This collection of essays on 21st-century queer culture features authors from a variety of fields investigating the ever-fluid nature of labels and definitions. Topics include queer African-Americans, same-sex marriage, and French gay culture.
Sexing Code
Sexing Code proposes that the representation of technical ability perpetuates the association of the male with intellect and the female with the body. Challenging this, it highlights women’s contributions and demonstrates how gendering is a salient factor in culture.
The Social Economy
One Paradigm, Many Worlds
One Paradigm, Many Worlds surveys collaborative, “win-win” conflict resolution across disciplines. It challenges traditional “win-lose” paradigms, documenting the merits of this approach in fields from education and human services to international relations.
Women, Social and Cultural Change in Twentieth Century Ireland
This book explores women, social and cultural change in twentieth-century Ireland. The interdisciplinary work gathered here challenges monolithic representations of Irish female identity, exposing women’s disparate backgrounds and varied experiences.
American Popular Culture
“A varied and fascinating collection of original investigations.” Scholars explore how pop culture has become our new reality, absorbing every facet of life. This book offers important insights into this maddening phenomenon’s uplifting and downgrading possibilities.
Dispersion of Meaning
In a fractured world, how do we find shared meaning? This book breaks disciplinary barriers to connect art, technology, and economics, showing how a collective learning process becomes the heart of productivity in a new era of cognitive capitalism.

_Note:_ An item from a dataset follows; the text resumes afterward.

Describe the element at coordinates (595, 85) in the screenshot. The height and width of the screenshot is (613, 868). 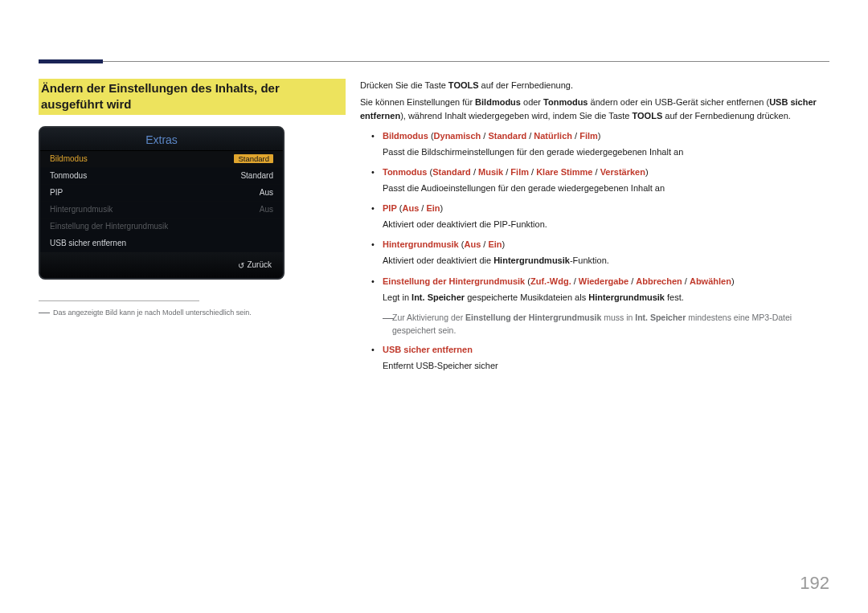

This volume’s eight essays examine Italian narrative from the 1980s to the present, focusing on genres and trends rather than authors. It covers a wide range of themes, from detective stories to lesbian and gay writing, immigration literature, and dystopia.
Seductive Screens
This book describes the development of children’s media from radio to Facebook, explaining the perfect storm—a collision of economics, psychology, and technology—behind its growth. It explores the influence of Disney, Sesame Street, and Batman in this context.
Travellers, Gypsies, Roma
This volume explores new areas of enquiry in Irish, Traveller, Romani and Migration Studies. In a rapidly changing Ireland, increased acknowledgement of diversity makes dialogue between mainstream society, older minorities and newer immigrant communities necessary.
New Social Movements, Class, and the Environment
This history of Greenpeace Canada explores its troubled relationship with the working class. Through its actions against sealing, forestry, and its own workers, it illustrates the historic obstacles to a common labour and environmental agenda.
Framing Globalization
This collection of readings explores the intersection of the global and local through visual sociology. It examines how images in various contexts reflect and generate sociological concepts, shaping our understanding of identity, culture, and belonging worldwide.

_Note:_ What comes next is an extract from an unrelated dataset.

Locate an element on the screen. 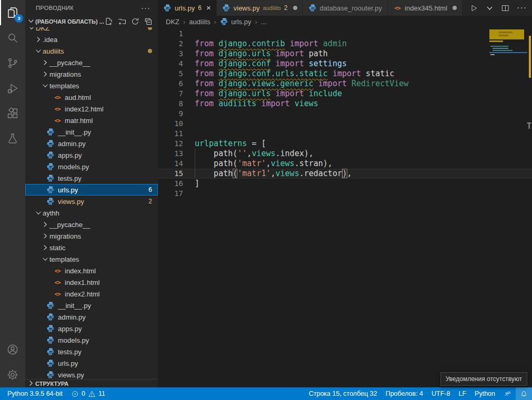 The image size is (532, 400). breadcrumb-item-urls.py: urls.py is located at coordinates (236, 22).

Colonial Visions, Postcolonial Revisions
This book traces the Malaysian Indian diaspora from colonial subordination to postcolonial identity. It uncovers the suppressed story of coolie resistance and reveals how pioneer immigrants choreographed the diasporic identity they left as a legacy for today.
Heiner Müller, one of Europe’s most provocative playwrights, was a communist banned by his own government. Infuriating both East and West, his work defied theater itself. In this collection, leading scholars grapple with his artistic and political legacy.

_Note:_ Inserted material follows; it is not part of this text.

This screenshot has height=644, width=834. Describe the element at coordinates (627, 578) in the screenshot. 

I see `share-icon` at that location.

Beyond mere diversion, entertainment is how we forge our identities. This collection of essays reveals this vital process from the Middle Ages to the present day.
Mapping Appetite
This collection of case studies explores the representation of food in cultural texts, from post-colonial fiction to magazines and cookbooks. The essays show how food narratives reveal crucial issues of gender, nation, race, and power in contemporary culture.
Dangers in the Incommensurability of Globalization
A gap exists between our intentions and their objective consequences, creating a chaos, or incommensurability, that foils human plans. This book explores how this dynamic reveals the tenuous character of our world through global warming, peak oil, and volatile economics.
African American Humor, Irony and Satire
Essays on Ishmael Reed, George Schuyler, Dave Chappelle, and more reveal how humor, irony, and satire highlight the complexity of African American life and its connections to world cultures.
This collection explores the frontiers between sociology and psychology, where theories are freely borrowed. Sociologists use psychological theory for studies of sociological phenomena, and vice versa. Featuring international authors, including Thomas J. Scheff.
“Survivor” – Representations of the “New Irish”
This book is a window on the new multicultural Irish experience. As the poems and paintings in this volume attest, the experiences of exile and renewal remain as perennial as human nature itself. I ndeireadh na dála, níl ach cine amháin ann agus sin an cine daonna.